How to Train People Who Have No Experience

Dr. Namita Jacob

Dr. Namita Jacob discusses how to train people who have no experience in working with students with visual impairments and multiple disabilities in this brief interview.

While it is critical for students with visually impairments and multiple disabilities to have access to highly trained teachers, there are many occasions when these students interact and work with people who have no background knowledge or experience. Providing some basic training to regular education teachers, paraprofessionals, scout leaders or athletic coaches can make a big difference. Dr. Namita Jacob, Education Specialist for Perkins International Asia/Pacific Region, has provided training all over the world and speaks to us in this column about her expertise providing this kind of basic, introductory training. 
 

How do I design a training for people who have no experience or prior training, who are actually going to be working with children?

This situation forces you to pay attention to what is essential to know – what does someone who is going to interact with a child who is deafblind need to know? The right attitude is important, for example, and a good understanding of how the child may experience the world.
 
Often, when training in Asia, we must plan trainings for people who have had no prior experience and no formal academic training, but who are required to work directly with children with visual impairment and multiple disabilities, including deafblindness. The situation forces you to think of the essence of working effectively with our students – having an open mind and seeing possibilities, understanding how the student may experience the world and being able to use this to engage with the child and enable exploration, learning and communication. These are the skills and attitudes you want to pass on in your training.
 

What advice do you have to train teachers to work with young children who are blind or visually impaired? 

Plan a lot of simulations so that participants start to have some way to understand. Give them a chance to experience some of the things we see commonly happening when interacting with children – forgetting to help them anticipate what is going to happen, using a pace that is too fast or too slow for the child, giving unclear and confusing instructions. Have them reflect on their experience and write down their observations when their colleagues are using simulators as well.
 

Should family members be included in the trainings?

Bringing family in is one fail-safe way of teaching a group with no experience what this is all about. Here is a group of people who speak from direct and deep experience. Families are very effective in helping participants recognize them as a resource, a storehouse of knowledge and ingenuity and deserving of great respect – a lesson that is good to learn before they start to work with their children!
 

What other teaching strategies would you recommend?

Equally important is helping the audience work together to identify the problems they feel they may face in providing services, and the resources that always exist if you can think creatively. I always have with me a stock of stories and examples from all the work we have done around the world. So many of the battles are the same, so many worries, so many sticking points. It helps to hear of others who were in similar situations and who were able to find ways to get beyond it.
 

What if there is no technology available, how can training still happen?

Having stories, simulations and other activities is also helpful when you find you have come to conduct a training, and there is no projector or no electricity for the day! Add a chalkboard or any drawing space, and you have enough to run an exciting, engaging session. I even moved a training outdoors when all else failed and drew on the dampened sand as the group sat around. 
 
I always make a power point as a way to organize my own thoughts, but find that I nearly never use it while I teach. Instead with a single picture, a short video clip or a story and a handful of photographs, you can engage the participants and have active discussions that are often more helpful to the participant than the theory or neatly laid out points on a screen.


[What is being asked] How many lines below contain the word "into"? Give only the number.
=====
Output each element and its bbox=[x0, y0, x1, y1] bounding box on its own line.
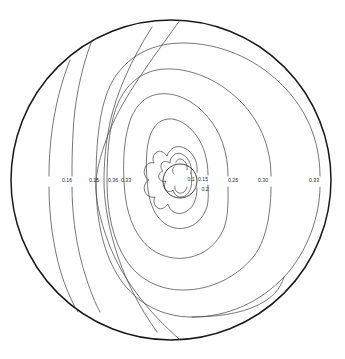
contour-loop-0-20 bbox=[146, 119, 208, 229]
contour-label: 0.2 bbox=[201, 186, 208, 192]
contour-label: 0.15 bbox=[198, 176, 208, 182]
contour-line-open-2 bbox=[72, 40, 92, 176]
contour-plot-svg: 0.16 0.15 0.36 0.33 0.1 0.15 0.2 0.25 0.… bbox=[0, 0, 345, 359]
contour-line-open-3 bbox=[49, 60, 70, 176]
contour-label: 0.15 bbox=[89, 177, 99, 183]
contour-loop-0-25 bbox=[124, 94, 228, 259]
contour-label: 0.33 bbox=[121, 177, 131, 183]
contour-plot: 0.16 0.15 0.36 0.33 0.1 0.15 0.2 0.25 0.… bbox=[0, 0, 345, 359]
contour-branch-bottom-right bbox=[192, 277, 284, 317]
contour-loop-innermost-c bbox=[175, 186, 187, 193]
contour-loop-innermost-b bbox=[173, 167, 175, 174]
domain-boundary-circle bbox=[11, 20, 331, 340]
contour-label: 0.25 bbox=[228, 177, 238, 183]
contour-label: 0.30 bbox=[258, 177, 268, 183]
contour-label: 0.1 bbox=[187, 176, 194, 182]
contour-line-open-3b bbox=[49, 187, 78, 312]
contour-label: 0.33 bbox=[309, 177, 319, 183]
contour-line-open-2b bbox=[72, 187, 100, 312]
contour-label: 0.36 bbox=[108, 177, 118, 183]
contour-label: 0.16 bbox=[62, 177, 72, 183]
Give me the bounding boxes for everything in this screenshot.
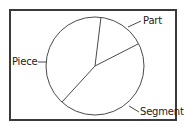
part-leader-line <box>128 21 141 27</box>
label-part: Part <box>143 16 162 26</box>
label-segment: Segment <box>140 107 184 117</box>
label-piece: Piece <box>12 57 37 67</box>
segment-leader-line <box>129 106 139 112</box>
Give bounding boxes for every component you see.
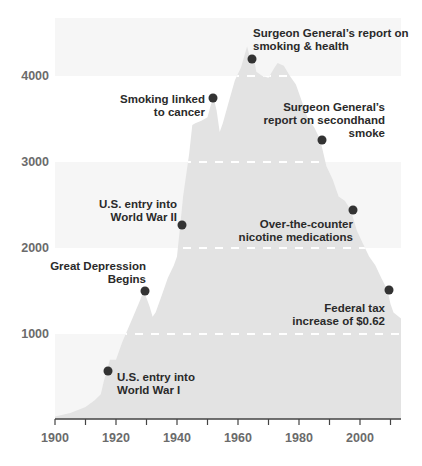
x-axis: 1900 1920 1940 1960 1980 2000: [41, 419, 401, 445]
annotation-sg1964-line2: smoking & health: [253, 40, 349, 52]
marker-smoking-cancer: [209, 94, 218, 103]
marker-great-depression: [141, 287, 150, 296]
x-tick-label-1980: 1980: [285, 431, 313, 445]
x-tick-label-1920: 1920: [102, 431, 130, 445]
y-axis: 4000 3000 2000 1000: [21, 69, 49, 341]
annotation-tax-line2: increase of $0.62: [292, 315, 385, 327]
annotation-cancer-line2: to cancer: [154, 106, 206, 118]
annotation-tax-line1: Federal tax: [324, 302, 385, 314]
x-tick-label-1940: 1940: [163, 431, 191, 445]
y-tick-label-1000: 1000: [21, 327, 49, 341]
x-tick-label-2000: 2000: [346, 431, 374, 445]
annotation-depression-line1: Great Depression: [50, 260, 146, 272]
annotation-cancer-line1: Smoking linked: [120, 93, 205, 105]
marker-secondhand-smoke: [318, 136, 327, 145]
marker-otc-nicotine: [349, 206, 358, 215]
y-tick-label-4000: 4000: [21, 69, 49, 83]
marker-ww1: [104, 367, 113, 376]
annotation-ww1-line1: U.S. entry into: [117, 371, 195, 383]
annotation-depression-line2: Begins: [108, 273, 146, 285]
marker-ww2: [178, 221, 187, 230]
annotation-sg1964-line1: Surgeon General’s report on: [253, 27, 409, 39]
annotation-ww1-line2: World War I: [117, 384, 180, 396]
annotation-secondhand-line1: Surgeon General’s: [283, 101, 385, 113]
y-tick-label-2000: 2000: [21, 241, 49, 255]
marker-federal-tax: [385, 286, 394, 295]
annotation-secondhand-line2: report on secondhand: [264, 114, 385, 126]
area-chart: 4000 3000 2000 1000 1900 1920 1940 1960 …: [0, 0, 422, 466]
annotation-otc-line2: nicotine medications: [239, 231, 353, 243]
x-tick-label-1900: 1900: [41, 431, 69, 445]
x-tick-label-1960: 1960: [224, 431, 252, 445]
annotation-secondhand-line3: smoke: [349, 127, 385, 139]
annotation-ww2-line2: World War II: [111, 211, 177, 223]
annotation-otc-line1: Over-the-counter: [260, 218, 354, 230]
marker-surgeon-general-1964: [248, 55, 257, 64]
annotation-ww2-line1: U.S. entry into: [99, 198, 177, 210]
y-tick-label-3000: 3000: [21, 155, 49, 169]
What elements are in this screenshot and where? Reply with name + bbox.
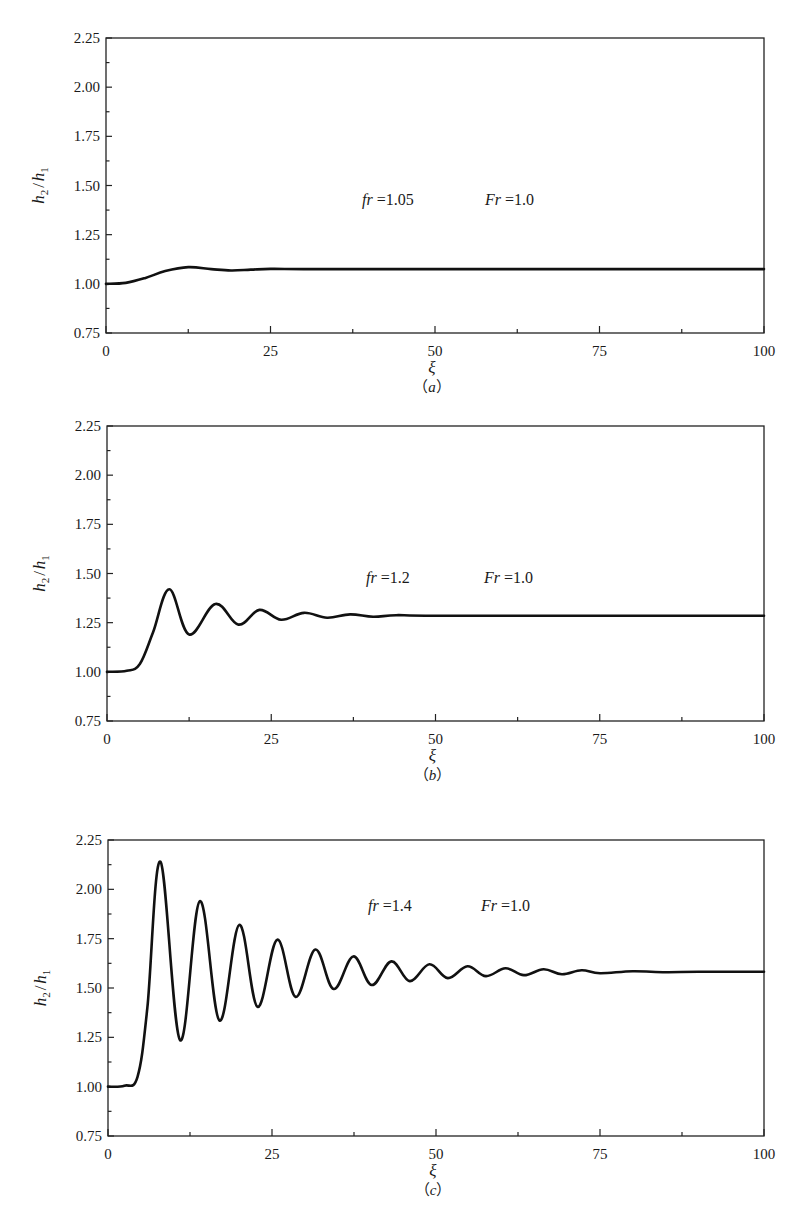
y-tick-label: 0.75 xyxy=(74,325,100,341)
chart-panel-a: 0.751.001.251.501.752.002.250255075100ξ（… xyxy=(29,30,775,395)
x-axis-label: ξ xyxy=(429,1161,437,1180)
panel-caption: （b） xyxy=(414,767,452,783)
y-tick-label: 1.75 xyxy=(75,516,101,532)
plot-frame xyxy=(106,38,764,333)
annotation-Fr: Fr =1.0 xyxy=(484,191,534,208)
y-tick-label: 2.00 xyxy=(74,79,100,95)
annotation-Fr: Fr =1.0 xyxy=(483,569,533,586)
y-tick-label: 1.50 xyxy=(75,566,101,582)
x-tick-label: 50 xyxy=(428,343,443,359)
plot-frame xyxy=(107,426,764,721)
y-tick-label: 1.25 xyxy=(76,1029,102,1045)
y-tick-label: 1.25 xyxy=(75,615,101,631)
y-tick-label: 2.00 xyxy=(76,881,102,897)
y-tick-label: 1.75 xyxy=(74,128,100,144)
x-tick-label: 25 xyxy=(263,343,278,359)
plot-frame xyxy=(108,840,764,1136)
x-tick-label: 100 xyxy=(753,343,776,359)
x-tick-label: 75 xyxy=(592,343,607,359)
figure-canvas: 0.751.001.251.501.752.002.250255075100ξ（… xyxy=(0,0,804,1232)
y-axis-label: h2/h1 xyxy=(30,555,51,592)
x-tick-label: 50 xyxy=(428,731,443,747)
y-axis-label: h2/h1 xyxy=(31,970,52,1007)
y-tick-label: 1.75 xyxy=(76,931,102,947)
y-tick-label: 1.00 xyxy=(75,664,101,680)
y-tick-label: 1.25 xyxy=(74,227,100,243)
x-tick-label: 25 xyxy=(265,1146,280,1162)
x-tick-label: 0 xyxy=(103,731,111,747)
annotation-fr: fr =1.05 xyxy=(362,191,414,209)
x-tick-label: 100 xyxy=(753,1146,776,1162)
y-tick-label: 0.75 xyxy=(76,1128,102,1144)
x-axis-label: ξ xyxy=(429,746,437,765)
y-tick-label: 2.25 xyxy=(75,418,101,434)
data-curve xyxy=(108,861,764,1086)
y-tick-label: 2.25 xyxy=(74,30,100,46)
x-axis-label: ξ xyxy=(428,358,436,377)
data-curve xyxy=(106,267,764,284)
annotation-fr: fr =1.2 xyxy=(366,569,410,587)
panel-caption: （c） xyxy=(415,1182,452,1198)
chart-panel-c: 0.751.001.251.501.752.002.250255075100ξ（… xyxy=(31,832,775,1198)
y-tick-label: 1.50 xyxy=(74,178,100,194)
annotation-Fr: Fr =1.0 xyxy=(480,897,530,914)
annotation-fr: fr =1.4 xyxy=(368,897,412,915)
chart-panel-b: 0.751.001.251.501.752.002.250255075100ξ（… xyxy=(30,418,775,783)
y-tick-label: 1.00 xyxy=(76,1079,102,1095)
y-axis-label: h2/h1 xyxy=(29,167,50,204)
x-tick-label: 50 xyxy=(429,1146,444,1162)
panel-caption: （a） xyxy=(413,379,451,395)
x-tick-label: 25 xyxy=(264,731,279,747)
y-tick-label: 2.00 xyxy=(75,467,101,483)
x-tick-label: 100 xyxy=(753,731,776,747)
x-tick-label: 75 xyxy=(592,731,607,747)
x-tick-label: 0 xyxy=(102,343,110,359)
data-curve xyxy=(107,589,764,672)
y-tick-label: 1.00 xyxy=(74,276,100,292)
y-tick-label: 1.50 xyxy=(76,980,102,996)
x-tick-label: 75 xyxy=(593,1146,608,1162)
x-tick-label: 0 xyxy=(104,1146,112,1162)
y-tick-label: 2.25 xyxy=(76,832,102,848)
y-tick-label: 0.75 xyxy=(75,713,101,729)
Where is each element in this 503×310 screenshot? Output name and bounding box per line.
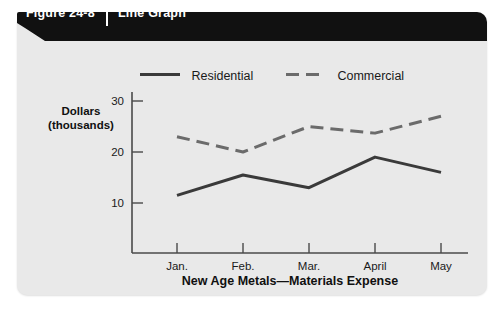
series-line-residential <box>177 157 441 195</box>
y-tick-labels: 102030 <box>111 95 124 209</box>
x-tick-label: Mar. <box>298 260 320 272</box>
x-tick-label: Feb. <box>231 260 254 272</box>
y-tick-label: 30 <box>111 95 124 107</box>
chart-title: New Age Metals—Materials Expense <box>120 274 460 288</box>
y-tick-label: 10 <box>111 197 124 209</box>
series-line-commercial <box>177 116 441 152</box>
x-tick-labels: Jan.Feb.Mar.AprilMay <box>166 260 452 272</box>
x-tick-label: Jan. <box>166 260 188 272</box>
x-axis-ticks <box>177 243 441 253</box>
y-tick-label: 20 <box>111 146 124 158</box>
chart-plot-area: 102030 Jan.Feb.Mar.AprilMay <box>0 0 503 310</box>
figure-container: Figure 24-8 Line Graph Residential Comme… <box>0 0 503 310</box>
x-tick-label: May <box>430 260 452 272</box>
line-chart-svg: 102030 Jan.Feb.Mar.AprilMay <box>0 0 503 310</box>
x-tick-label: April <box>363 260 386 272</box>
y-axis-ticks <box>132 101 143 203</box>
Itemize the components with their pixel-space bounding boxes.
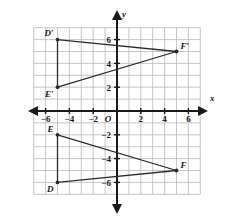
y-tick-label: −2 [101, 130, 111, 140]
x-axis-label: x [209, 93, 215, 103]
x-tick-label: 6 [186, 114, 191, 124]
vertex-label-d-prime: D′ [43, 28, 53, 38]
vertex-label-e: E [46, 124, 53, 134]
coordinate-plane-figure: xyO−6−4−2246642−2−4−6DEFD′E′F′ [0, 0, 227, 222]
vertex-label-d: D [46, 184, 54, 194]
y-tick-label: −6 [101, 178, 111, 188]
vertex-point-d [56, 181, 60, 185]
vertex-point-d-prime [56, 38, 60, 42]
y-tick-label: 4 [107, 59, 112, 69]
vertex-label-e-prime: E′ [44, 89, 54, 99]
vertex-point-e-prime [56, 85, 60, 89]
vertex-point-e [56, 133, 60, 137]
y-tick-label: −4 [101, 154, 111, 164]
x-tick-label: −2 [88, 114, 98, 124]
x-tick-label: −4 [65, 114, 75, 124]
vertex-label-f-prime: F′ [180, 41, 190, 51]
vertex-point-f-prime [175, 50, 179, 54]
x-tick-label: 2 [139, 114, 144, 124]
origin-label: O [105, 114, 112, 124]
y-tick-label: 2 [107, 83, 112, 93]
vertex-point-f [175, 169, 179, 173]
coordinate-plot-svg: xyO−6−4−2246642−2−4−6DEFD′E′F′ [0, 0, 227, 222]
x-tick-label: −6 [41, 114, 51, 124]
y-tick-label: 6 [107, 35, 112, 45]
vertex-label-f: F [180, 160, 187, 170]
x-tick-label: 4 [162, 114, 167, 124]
=====
[Solution to this task] 2